Before Reggie Jackson was Mr. October, he was Mr. September.
I’m referring to a classic game between the Yankees and Red Sox from September 14, 1977. The Yankees had a 2 1/2 game lead over Boston and a 3-game lead over Baltimore in the division race, with 17 left to play (the Red Sox had 18, the Orioles had 19).
It was the middle game of a three-game series, the Yankees having won the night before. The younger generation doesn’t remember this game, but for fans a little older than I am, I imagine it’s an instant classic.
For the first eight and a half innings, the game was dominated by great defensive plays, of which Jackson had two including one that might have been a home run robbery, and missed opportunities, of which the Red Sox had many. The Red Sox were 0-for-5 with a man on third base in this game against Ed Figueroa, with the outs coming from Carl Yastrzemski (twice), Butch Hobson, Carlton Fisk, and Fred Lynn. The most frustrating of those was Lynn’s bases-loaded no-outs double play in the fifth inning.
The score stayed even until the bottom of the ninth when Thurman Munson singled. The next at-bat was a second-guessers delight on a couple of fronts. On the Boston side, many wondered why Don Zimmer stuck with Reggie Cleveland instead of going to top reliever Bill Campbell to pitch to Reggie Jackson. On the Yankees side, Jackson being asked to bunt, not once but twice, was a puzzle. He hadn’t bunted in a regular season game since the 1972 season.
The bunt sign came off by the time the count was 3-2 and Jackson followed with a 430-foot walk-off home run. It was the kind of moment the Yankees paid big money for when they signed him.
“We’re going to win the pennant,” said Yankees manager Billy Martin to the media afterwards. “I never doubted that. This is the kind of team that rises to the big occasion.”
None was better at that than Jackson, from whom the postgame comments (recorded by Michael Farber of the Bergen Record) were priceless.
“It’s like a fairy tale,” Jackson said. “It’s exciting. You feel everybody loving you. Everyone appreciating you … The more talent someone has, the more someone gets involved and the more he needs to be appreciated … Steinbrenner gave me a lot of bread. I went for the money. I went to New York and tonight was a situation in which I almost had to do something. In the on-deck circle, I prayed to God to let me hit one out and that I would tell everyone you did it. I hit it right on the screws, right on the joy spot.”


▶ _AIM OF THE TASK_
Of the entries below, repeat exactly only those lines from the one containing "Decompose this screenshot" through the last line, with pictures omitted.

(Excerpts from a figure dataset)
········
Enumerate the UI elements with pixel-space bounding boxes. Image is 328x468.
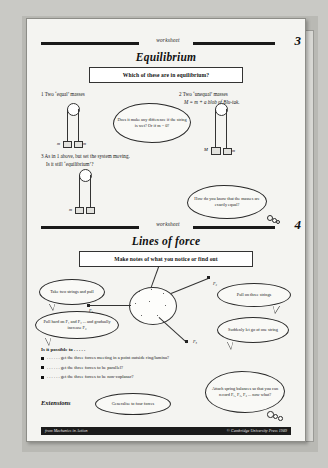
mass-left-1 xyxy=(63,141,72,148)
bullet-1: . . . . . . get the three forces meeting… xyxy=(41,355,209,362)
header-rule-left-2 xyxy=(41,226,139,229)
worksheet-3-label: worksheet xyxy=(145,37,191,43)
force-3-grip xyxy=(185,340,188,343)
worksheet-4-label: worksheet xyxy=(145,221,191,227)
bubble-tail-3 xyxy=(273,305,280,313)
bubble-three-strings-text: Pull on three strings xyxy=(237,292,272,298)
bubble-tail-2 xyxy=(45,337,51,345)
mass-M-label: M xyxy=(204,147,208,152)
header-rule-left xyxy=(41,42,139,45)
worksheet-4-task-box: Make notes of what you notice or find ou… xyxy=(79,251,253,267)
bubble-masses-equal-question: How do you know that the masses are exac… xyxy=(187,185,267,219)
item-1: 1 Two ‘equal’ masses xyxy=(41,91,85,99)
worksheet-4-header: worksheet 4 xyxy=(41,221,291,233)
worksheet-4-title: Lines of force xyxy=(27,235,305,247)
force-line-4 xyxy=(151,267,159,288)
worksheet-3-section: worksheet 3 Equilibrium Which of these a… xyxy=(27,37,305,83)
header-rule-right xyxy=(193,42,275,45)
bubble-spring-balances: Attach spring balances so that you can r… xyxy=(205,371,285,413)
force-2-label: F₂ xyxy=(213,281,217,286)
string-right-2 xyxy=(226,109,227,149)
mass-M xyxy=(211,147,221,155)
bubble-tail-dot-6 xyxy=(278,416,283,421)
mass-m-label: m xyxy=(232,148,235,153)
worksheet-3-title: Equilibrium xyxy=(27,51,305,63)
mass-right-3 xyxy=(86,207,95,214)
string-right-3 xyxy=(90,175,91,209)
bullet-3-text: . . . . . . get the three forces to be n… xyxy=(47,374,133,381)
header-rule-right-2 xyxy=(193,226,275,229)
force-line-3 xyxy=(159,317,188,343)
bubble-generalise: Generalise to four forces xyxy=(95,393,171,415)
worksheet-3-header: worksheet 3 xyxy=(41,37,291,49)
mass-right-1 xyxy=(74,141,83,148)
bubble-string-wet-question: Does it make any difference if the strin… xyxy=(113,103,191,143)
item-2: 2 Two ‘unequal’ masses M = m + a blob of… xyxy=(179,91,240,106)
string-right-1 xyxy=(78,109,79,143)
mass-left-label-1: m xyxy=(57,141,60,146)
bubble-take-two-strings-text: Take two strings and pull xyxy=(50,289,93,295)
bullet-1-text: . . . . . . get the three forces meeting… xyxy=(47,355,169,362)
bubble-let-go-text: Suddenly let go of one string xyxy=(228,327,278,333)
bubble-spring-balances-text: Attach spring balances so that you can r… xyxy=(208,386,282,398)
item-1-text: Two ‘equal’ masses xyxy=(45,91,85,97)
bubble-pull-hard-text: Pull hard on F₁ and F₂ ... and gradually… xyxy=(38,319,116,331)
bubble-generalise-text: Generalise to four forces xyxy=(112,401,155,407)
bubble-tail-1 xyxy=(49,303,55,310)
bullet-square-icon xyxy=(41,376,44,379)
item-2-text2: M = m + a blob of Blu-tak. xyxy=(179,99,240,107)
bullet-2: . . . . . . get the three forces to be p… xyxy=(41,365,209,372)
item-2-text: Two ‘unequal’ masses xyxy=(183,91,228,97)
item-3-text2: Is it still ‘equilibrium’? xyxy=(41,161,130,169)
worksheet-4-section: worksheet 4 Lines of force Make notes of… xyxy=(27,221,305,267)
footer-left-text: from Mechanics in Action xyxy=(45,429,88,433)
is-it-possible-block: Is it possible to . . . . . . . . . . . … xyxy=(41,347,209,381)
bullet-3: . . . . . . get the three forces to be n… xyxy=(41,374,209,381)
mass-left-label-3: m xyxy=(69,207,72,212)
item-3-text: As in 1 above, but set the system moving… xyxy=(45,153,130,159)
bullet-2-text: . . . . . . get the three forces to be p… xyxy=(47,365,123,372)
footer-right-text: © Cambridge University Press 1989 xyxy=(227,429,287,433)
item-3: 3 As in 1 above, but set the system movi… xyxy=(41,153,130,168)
force-line-1 xyxy=(89,305,131,306)
worksheet-4-number: 4 xyxy=(295,217,302,233)
bullet-square-icon xyxy=(41,357,44,360)
string-left-3 xyxy=(79,175,80,209)
force-3-label: F₃ xyxy=(193,339,197,344)
bubble-three-strings: Pull on three strings xyxy=(217,283,291,307)
bubble-tail-4 xyxy=(227,341,233,349)
mass-m xyxy=(223,148,232,155)
bullet-square-icon xyxy=(41,366,44,369)
force-2-grip xyxy=(207,276,210,279)
worksheet-3-number: 3 xyxy=(295,33,302,49)
worksheet-3-task-box: Which of these are in equilibrium? xyxy=(89,67,243,83)
force-1-grip xyxy=(87,304,90,307)
worksheet-page: worksheet 3 Equilibrium Which of these a… xyxy=(26,18,306,442)
string-left-1 xyxy=(67,109,68,143)
page-footer: from Mechanics in Action © Cambridge Uni… xyxy=(41,427,291,435)
string-left-2 xyxy=(215,109,216,149)
force-line-2 xyxy=(171,278,208,294)
mass-left-3 xyxy=(75,207,84,214)
item-3-number: 3 xyxy=(41,153,44,159)
item-2-number: 2 xyxy=(179,91,182,97)
bubble-pull-hard: Pull hard on F₁ and F₂ ... and gradually… xyxy=(35,311,119,339)
item-1-number: 1 xyxy=(41,91,44,97)
bubble-masses-equal-text: How do you know that the masses are exac… xyxy=(190,196,264,208)
is-it-possible-prompt: Is it possible to . . . . . xyxy=(41,347,209,352)
bubble-string-wet-text: Does it make any difference if the strin… xyxy=(116,117,188,129)
bubble-let-go: Suddenly let go of one string xyxy=(217,317,289,343)
extensions-label: Extensions xyxy=(41,399,71,406)
bubble-take-two-strings: Take two strings and pull xyxy=(39,279,105,305)
mass-right-label-1: m xyxy=(83,141,86,146)
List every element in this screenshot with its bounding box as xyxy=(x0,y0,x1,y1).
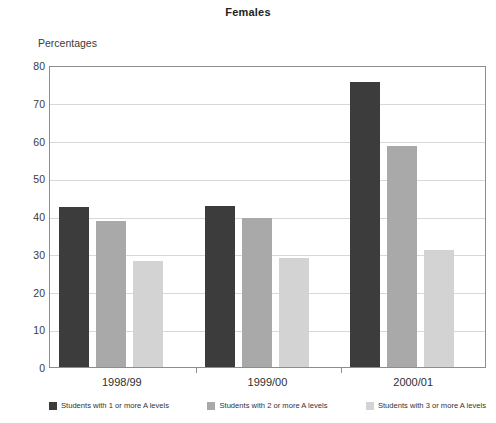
y-axis-tick-labels: 01020304050607080 xyxy=(0,66,45,368)
legend-item[interactable]: Students with 2 or more A levels xyxy=(207,401,327,410)
y-axis-tick-label: 20 xyxy=(3,287,45,299)
legend-label: Students with 3 or more A levels xyxy=(378,401,486,410)
gridline xyxy=(50,142,485,143)
legend-swatch-icon xyxy=(366,402,374,410)
y-axis-tick-label: 40 xyxy=(3,211,45,223)
bar xyxy=(59,207,89,367)
legend-item[interactable]: Students with 3 or more A levels xyxy=(366,401,486,410)
chart-legend: Students with 1 or more A levelsStudents… xyxy=(49,401,486,410)
bar xyxy=(205,206,235,367)
chart-container: Females Percentages 01020304050607080 19… xyxy=(0,0,496,423)
bar xyxy=(279,258,309,367)
x-axis-group-tick xyxy=(341,367,342,373)
x-axis-category-label: 1998/99 xyxy=(49,376,195,388)
gridline xyxy=(50,104,485,105)
bar xyxy=(96,221,126,367)
bar xyxy=(350,82,380,367)
y-axis-tick-label: 70 xyxy=(3,98,45,110)
legend-swatch-icon xyxy=(49,402,57,410)
x-axis-category-label: 2000/01 xyxy=(340,376,486,388)
legend-label: Students with 1 or more A levels xyxy=(61,401,169,410)
y-axis-caption: Percentages xyxy=(38,37,97,49)
gridline xyxy=(50,180,485,181)
x-axis-category-label: 1999/00 xyxy=(195,376,341,388)
plot-area xyxy=(49,66,486,368)
bar xyxy=(424,250,454,367)
y-axis-tick-label: 10 xyxy=(3,324,45,336)
legend-item[interactable]: Students with 1 or more A levels xyxy=(49,401,169,410)
chart-title: Females xyxy=(0,6,496,18)
y-axis-tick-label: 50 xyxy=(3,173,45,185)
bar xyxy=(387,146,417,367)
y-axis-tick-label: 80 xyxy=(3,60,45,72)
bar xyxy=(133,261,163,367)
x-axis-group-tick xyxy=(196,367,197,373)
legend-swatch-icon xyxy=(207,402,215,410)
legend-label: Students with 2 or more A levels xyxy=(219,401,327,410)
bar xyxy=(242,218,272,367)
y-axis-tick-label: 60 xyxy=(3,136,45,148)
y-axis-tick-label: 0 xyxy=(3,362,45,374)
y-axis-tick-label: 30 xyxy=(3,249,45,261)
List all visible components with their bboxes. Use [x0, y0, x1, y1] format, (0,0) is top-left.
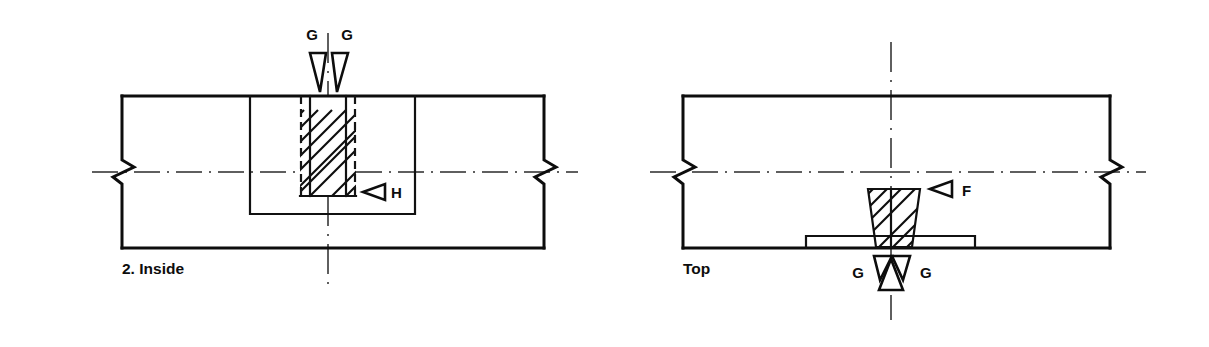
drawing-svg: G G H 2. Inside — [0, 0, 1209, 347]
engineering-drawing-canvas: G G H 2. Inside — [0, 0, 1209, 347]
caption-top: Top — [683, 260, 710, 277]
g-right-label: G — [341, 26, 353, 43]
g-left-label: G — [306, 26, 318, 43]
caption-inside: 2. Inside — [122, 260, 184, 277]
h-label: H — [391, 184, 402, 201]
canvas-background — [0, 0, 1209, 347]
g-bottom-left-label: G — [852, 264, 864, 281]
g-bottom-right-label: G — [920, 264, 932, 281]
f-label: F — [962, 182, 971, 199]
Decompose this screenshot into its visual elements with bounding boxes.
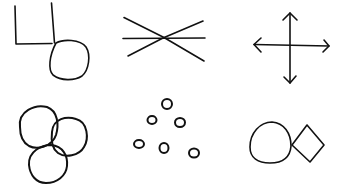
symbol-grid: corner-lines-with-circle three-crossing-…: [0, 0, 349, 184]
four-way-arrows-icon: [254, 13, 329, 83]
three-overlapping-circles-icon: [20, 106, 87, 183]
three-crossing-lines-icon: [123, 18, 205, 62]
corner-lines-with-circle-icon: [15, 3, 89, 80]
circle-and-diamond-icon: [250, 122, 324, 163]
symbols-svg: [0, 0, 349, 184]
scattered-small-circles-icon: [134, 99, 199, 158]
········
▶ _SOLUTION_
Decompose this screenshot into its visual elements with bounding boxes.
symbol-grid: corner-lines-with-circle three-crossing-…: [0, 0, 349, 184]
four-way-arrows-icon: [254, 13, 329, 83]
three-overlapping-circles-icon: [20, 106, 87, 183]
three-crossing-lines-icon: [123, 18, 205, 62]
corner-lines-with-circle-icon: [15, 3, 89, 80]
circle-and-diamond-icon: [250, 122, 324, 163]
symbols-svg: [0, 0, 349, 184]
scattered-small-circles-icon: [134, 99, 199, 158]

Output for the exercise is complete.